Ecology and Ethnogenesis
An Environmental History of the Wind River Shoshones, 1000–1868
Inbunden, Engelska, 2019
675 kr
Skickas inom 10-15 vardagar
In Ecology and Ethnogenesis Adam R. Hodge argues that the Eastern Shoshone tribe, now located on the Wind River Reservation in Wyoming, underwent a process of ethnogenesis through cultural attachment to its physical environment that proved integral to its survival and existence. He explores the intersection of environmental, indigenous, and gender history to illuminate the historic roots of the Eastern Shoshone bands that inhabited the intermountain West during the nineteenth century.Hodge presents an impressive longue durÉe narrative of Eastern Shoshone history from roughly 1000 CE to 1868, analyzing the major developments that influenced Shoshone culture and identity. Geographically spanning the Great Basin, Rocky Mountain, Columbia Plateau, and Great Plains regions, Ecology and Ethnogenesis engages environmental history to explore the synergistic relationship between the subsistence methods of indigenous people and the lands that they inhabited prior to the reservation era. In examining that history, Hodge treats Shoshones, other Native peoples, and Euroamericans as agents who, through their use of the environment, were major components of much broader ecosystems.
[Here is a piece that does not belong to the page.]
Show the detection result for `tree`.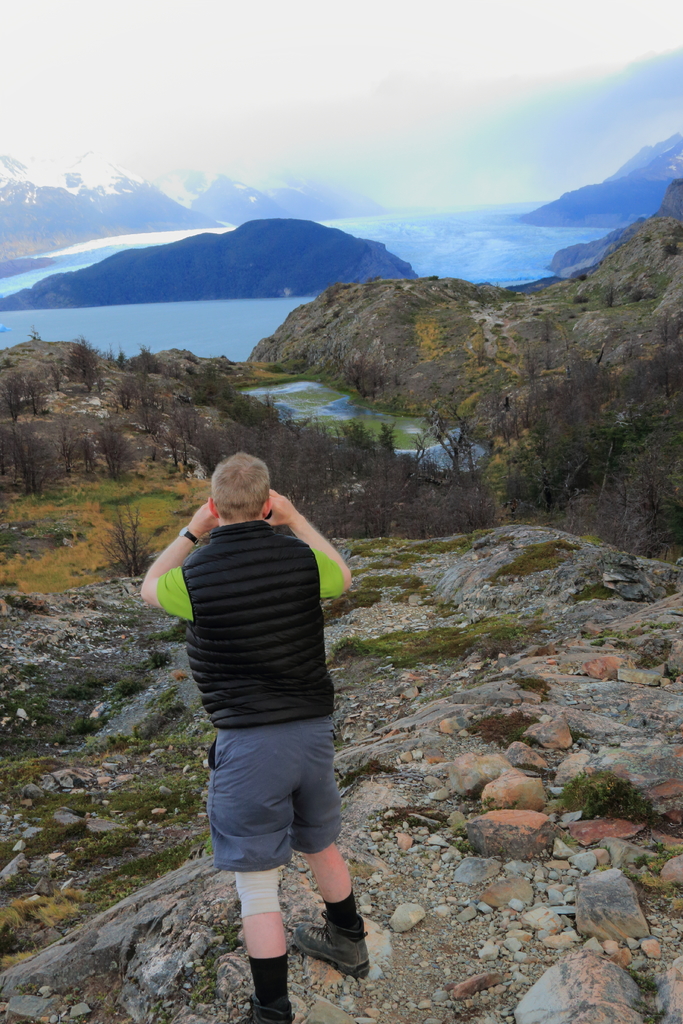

The story of the Eastern Shoshones over eight hundred years is an epic story of ecological transformation, human agency, and cultural adaptation.Ecology and Ethnogenesis is a major contribution to environmental history, ethnohistory, and Native American history. It explores Eastern Shoshone ethnogenesis based on interdisciplinary research in history, archaeology, anthropology, and the natural sciences in devoting more attention to the dynamic and often traumatic history of “precontact” Native America and to how the deeper past profoundly influenced the “postcontact” era.